David's expression was impassive, his mind tracking the consistent past-tense references to her mother. Years removed from his grandparents' death, his parents were still known to say, "Oh, Mother loves that hymn," or "Grampa Hendrickson has a coat just like that."
He said, "I presume you wanted Bev to sell the house and move to California with you."
"What?" Kimmie Sue laughed. "Oh, God, no. You obviously have no idea how much it costs to live in L.A." She gestured dismissively. "That house was too big for them when they bought it, but Mom just had to have it. With Dad gone, all she needed was a one-bedroom apartment."
"A cozy little place," David said, "where she wouldn't have to worry about maintenance and upkeep."
"Exactly."
"And could give you the proceeds from selling the house."
"Not give it to me." Kimmie Sue's tone inferred that David was as obtuse about high finance as her mother. "A loan." She hiked a shoulder. "An investment, actually. Like a backer invests in a film production, or a play on Broadway."
Or, David thought, a gambler stakes his life savings on a sure thing at Churchill Downs.
Kimmie Sue held her forefinger and thumb a fraction apart. "My agent says I'm this close to a casting call for the second lead in the new Richard Gere movie they're shooting next spring. It's mine. I can feel it. But I've got to have new head shots, audition tapes, clothes, vocal training " She touched the back of her hand to her brow. "After this nightmare, I'll need a month at a spa to get my cortisol levels back to normal."
At his inquiring look, she explained that cortisol is a stress hormone, then began itemizing its hideous, fat-boosting side effects. "You can starve yourself and still"
"Let's back up to your homecoming," David said. "When did you and Jarek get into town?"
Either the change in subject or its abruptness annoyed her. "Why do you keep asking what you already know?" Her sandal tapped the floor. "Yesterday afternoon."
"What time?"
"Two-ish. Maybe a little later. The old hag at that filthy motel can give you the exact time."
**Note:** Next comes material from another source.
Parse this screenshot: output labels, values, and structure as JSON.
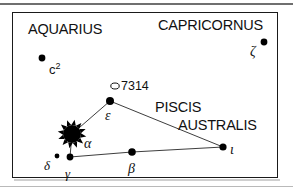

"What if I told you a witness puts Jarek's vehicle in your mother's driveway Wednesday afternoon."
"You'd be lying. Or your 'witness' is."
In the manner of one poor lie being a feint before the knock-out punch, he said, "What if I told you we have proof that Jarek was at your mother's house prior to yesterday afternoon."
"Same answer. You're lying."
David placed Jarek's fingerprint-ident card and a crime-scene photo side by side on the d
esk. He pointed at the card's right index finger, then the close-up shot of the latent lifted from Bev's rearview mirror. "People lie, Ms. Beauford. Fingerprints don't."
When she leaned forward, her nostrils flared as she looked from one to the other. "That's impossible. Rocco's never been to Mom's house. I swear, he hasn't."
"Then how'd his print get"
"It's a trick." Her hands balled into fists. "You, or that detective, planted it to incriminate him." Her eyes narrowed. "Dad talked about it all the time. How if you know what you're doing, you can frame somebody by transferring his fingerprint to evidence from a crime scene."